Understanding Quantum Mechanics: What is Electromagnetism? 03-31

Understanding Quantum Mechanics: What is Electromagnetism?




On the face of it, both electricity and magnetism are remarkably similar to gravity. Just as two masses are attracted to each other by an inverse square force, the force between two charged objects or two poles of a magnet  are also inverse square. The difference is that gravity is always attractive, whereas electricity and magnetism can be either attractive or repulsive.For example, two positive charges will push away from each other, while a positive and negative charge will pull toward each other.
As with gravity, electricity and magnetism raised the question of action-at-a-distance. How does one charge “know” to be pushed or pulled by the other charge? How do they interact across the empty space between them? The answer to that question came from James Clerk Maxwell.
Maxwell’s breakthrough was to change the way we thought electromagnetic forces. His idea was that each charge must reach out to each other with some kind of energy. That is, a charge is surrounded by a field of electricity, a field that other charges can detect. Charges possess electric fields, and charges interact with the electric fields of other charges.
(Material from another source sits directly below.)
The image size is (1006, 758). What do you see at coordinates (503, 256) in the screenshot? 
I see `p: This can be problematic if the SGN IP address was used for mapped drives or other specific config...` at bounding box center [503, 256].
The same must be true of magnets. Magnets possess magnetic fields, and interact with magnetic fields. Maxwell’s model was not just a description of the force between charges and magnets, but a also description of the electric and magnetic fields themselves. With that change of view, Maxwell found the connection between electricity and magnetism. They were connected by their fields.
A moving electric field creates a magnetic field, and a moving magnetic field creates an electric field. Not only are the two connected, but one type of field can create the other. Maxwell had created a single, unified description of electricity and magnetism. He had united two different forces into a single unified force, which we now call electromagnetism.
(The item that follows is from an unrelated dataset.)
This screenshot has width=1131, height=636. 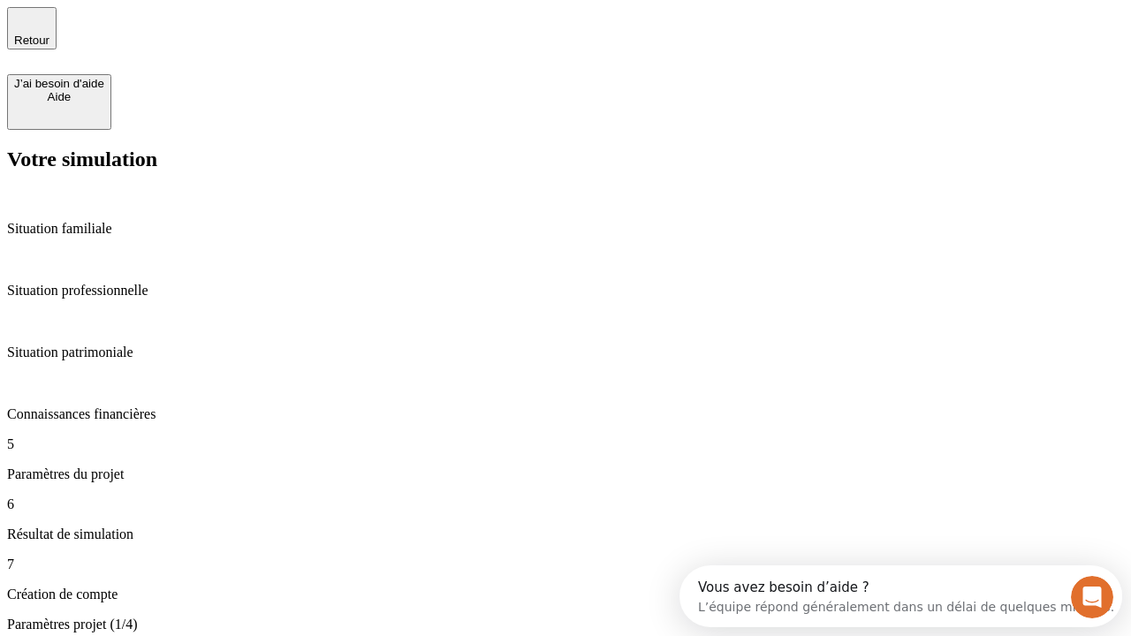 What do you see at coordinates (565, 504) in the screenshot?
I see `p: 6` at bounding box center [565, 504].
Maxwell’s theory not only revolutionized physics, it gave astrophysics the tools to finally understand some of the complex behavior of interstellar space. By the mid-1900s Maxwell’s equations were combined with the Navier-Stokes equations describing fluids to create magnetohydrodynamics (MHD). Using MHD we could finally begin to model the behavior of plasma within magnetic fields, which is central to our understanding of everything from the Sun to the formation of stars and planets. As our computational powers grew, we were able to create simulations of protostars and young planets.
Although there are still many unanswered questions, we now know that the dance of plasma and electromagnetism plays a crucial role in the formation of stars and planets.
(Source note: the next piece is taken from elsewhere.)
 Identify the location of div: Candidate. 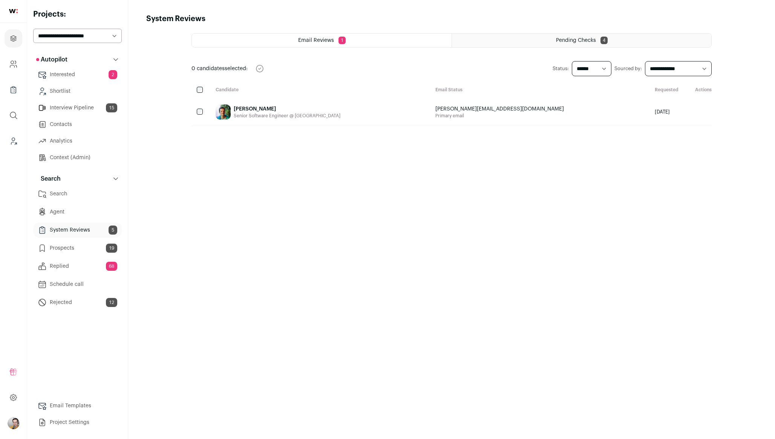
(319, 90).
While Maxwell’s electromagnetism is an incredibly powerful theory, it is a classical model just like Newton’s gravity and general relativity. But unlike gravity, electromagnetism could be combined with quantum theory to create a fully quantum model known as quantum electrodynamics (QED).
A central idea of quantum theory is a duality between particle-like and wave-like (or field-like) behavior. Just has electrons and protons can interact as fields, the electromagnetic field can interact as particle-like quanta we call photons. In QED, charges and a electromagnetic fields are described as interactions of quanta. This is most famously done through Richard Feynman’s figure-based approach now known as Feynman diagrams.
Feynman diagrams are often mis-understood to represent what is actually happening when charges interact. For example, two electrons approach each other, exchange a photon, and then move away from each other. Or the idea that virtual particles can pop in and out of existence in real time. While the diagrams are easy to understand as particle interactions, they are still quanta, and still subject to quantum theory. How they are actually used in QED is to calculate all the possible ways that charges could interact through the electromagnetic field in order to determine the probability of a certain outcome. Treating all these possibilities as happening in real time is like arguing that five apples on a table become real one at a time as you count them.
QED has become the most accurate physical model we’ve devised so far, but this theoretical power comes at the cost of losing the intuitive concept of a force.
Feynman’s interactions can be used to calculate the force between charges, just as Einstein’s spacetime curvature can be used to calculate the force between masses. But QED also allows for interactions that aren’t forces. An electron can emit a photon in order to change its direction, and an electron and positron can interact to produce a pair of photons. In QED matter can become energy and energy can be come matter.
What started as a simple force has become a fairy dance of charge and light. Through this dance we left the classical world and moved forward in search of the strong and the weak.